As ever, we might ask, “what does this mean for markets?” Well firstly it should serve to remind us that the observed world of markets may not be following the ‘rules’ that we believe it to be doing. The philosophical question about the tree can quickly spiral into all sorts of existential questions and elements of quantum theory (another time perhaps), but the market mechanics we frequently discuss could perhaps be considered to be part of the ‘unobserved world’. Second, and more prosaically, the information in this video- new to many people we suspect – suggests that the behaviours post lifting of restrictions may be different than many are thinking – and pricing in to markets.
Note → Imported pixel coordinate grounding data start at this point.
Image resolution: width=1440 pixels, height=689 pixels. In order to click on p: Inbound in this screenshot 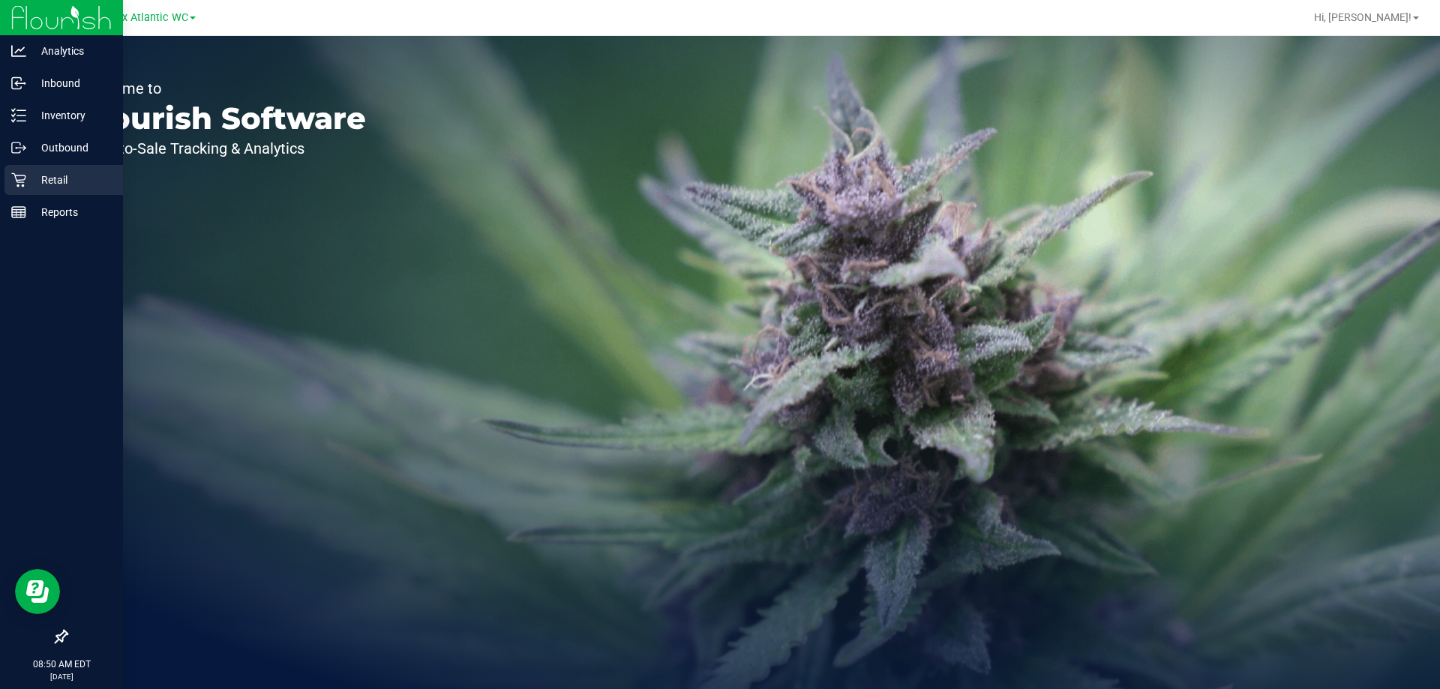, I will do `click(71, 83)`.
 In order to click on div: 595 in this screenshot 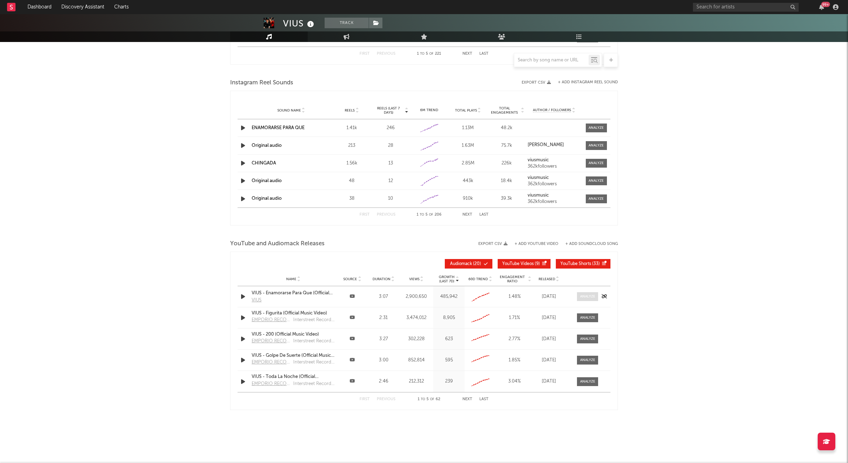, I will do `click(449, 360)`.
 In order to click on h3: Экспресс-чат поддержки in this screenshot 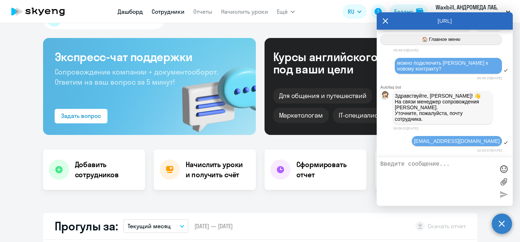, I will do `click(150, 57)`.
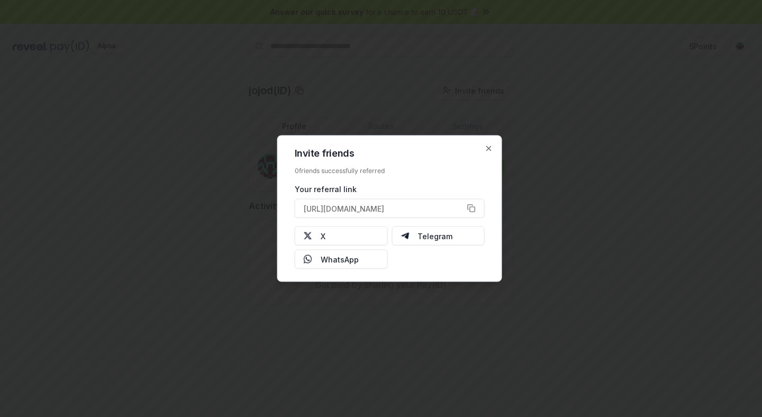  Describe the element at coordinates (389, 189) in the screenshot. I see `div: Your referral link` at that location.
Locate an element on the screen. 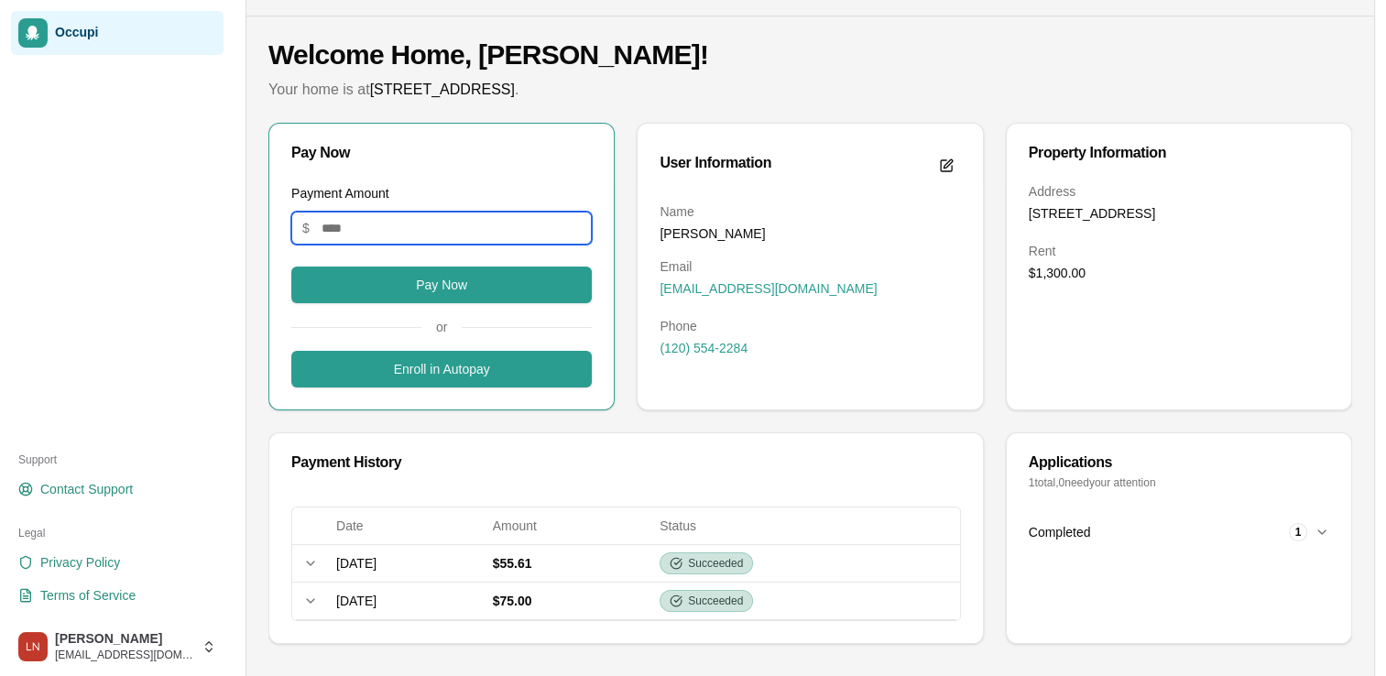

Boris Johnson’s body language as he announced an official enquiry suggests they have already written the conclusion that he did a great job, but maybe should have locked down a bit earlier. Otherwise, nothing to see here other than to celebrate the Dear Leader. So far, so Orwellian. However, as the video shows, locking people down again may well be harder than governments think (which is almost certainly why some groups are resisting lifting all restrictions). For one thing, any ‘new’ pandemic will have to be demonstrably worse in terms of actual deaths and the current approach of government that ‘you have to prove my policies don’t work, rather than I have to prove that they do’ is not going to be acceptable. Nor is the biased use of statistics in support of the established policy agenda. In particular, the perfect storm, where government media buying at full rack-rate (which we doubt is as naive as it looks) has been pretty much the only source of revenue for legacy media due to the collapse of any other economic activity and where the heavily democrat Social Media platforms were fully onboard at blocking any arguments ‘Orthogonal to the Orthodoxy’ (to quote the marvellous and much maligned Sunetra Gupta) as part of their campaign to rid the country of Donald Trump, is not going to be repeated. Other vested interests such as those wanting a bio-security state, or those wanting a permanent annuity income from vaccine boosters are powerful, but not so powerful as to resist the mob when it turns.
There will be certainly be more protests, particularly as the UK government ties itself in knots over its Schrodinger’s cat of a vaccine policy – it is simultaneously marvellous and they deserve credit but not so marvellous that they have to give up the power they have accumulated to themselves. At time of writing there was another protest that the BBC ‘did not hear’ last weekend, even though it ended up outside their building – although they did widely cover the much smaller protest on Palestine.
But cracks are appearing, the number 1 best seller on Amazon (in the European Government and politics section at least) is a new book State of Fear, by Laura Dodsworth, which is a chilling account of the UK government’s use of fear to manipulate behaviour, including admissions by members of the sinister sounding SPI-B behavioural unit (possibly even the perfectly named Professor Fear) that we have discussed previously. While it is said that it is easier to fool someone than convince them they have been fooled, there is also an expression that you can’t fool all of the people, all of the time and when and if the ‘mob’ realise what has happened, there is going to be some serious unrest.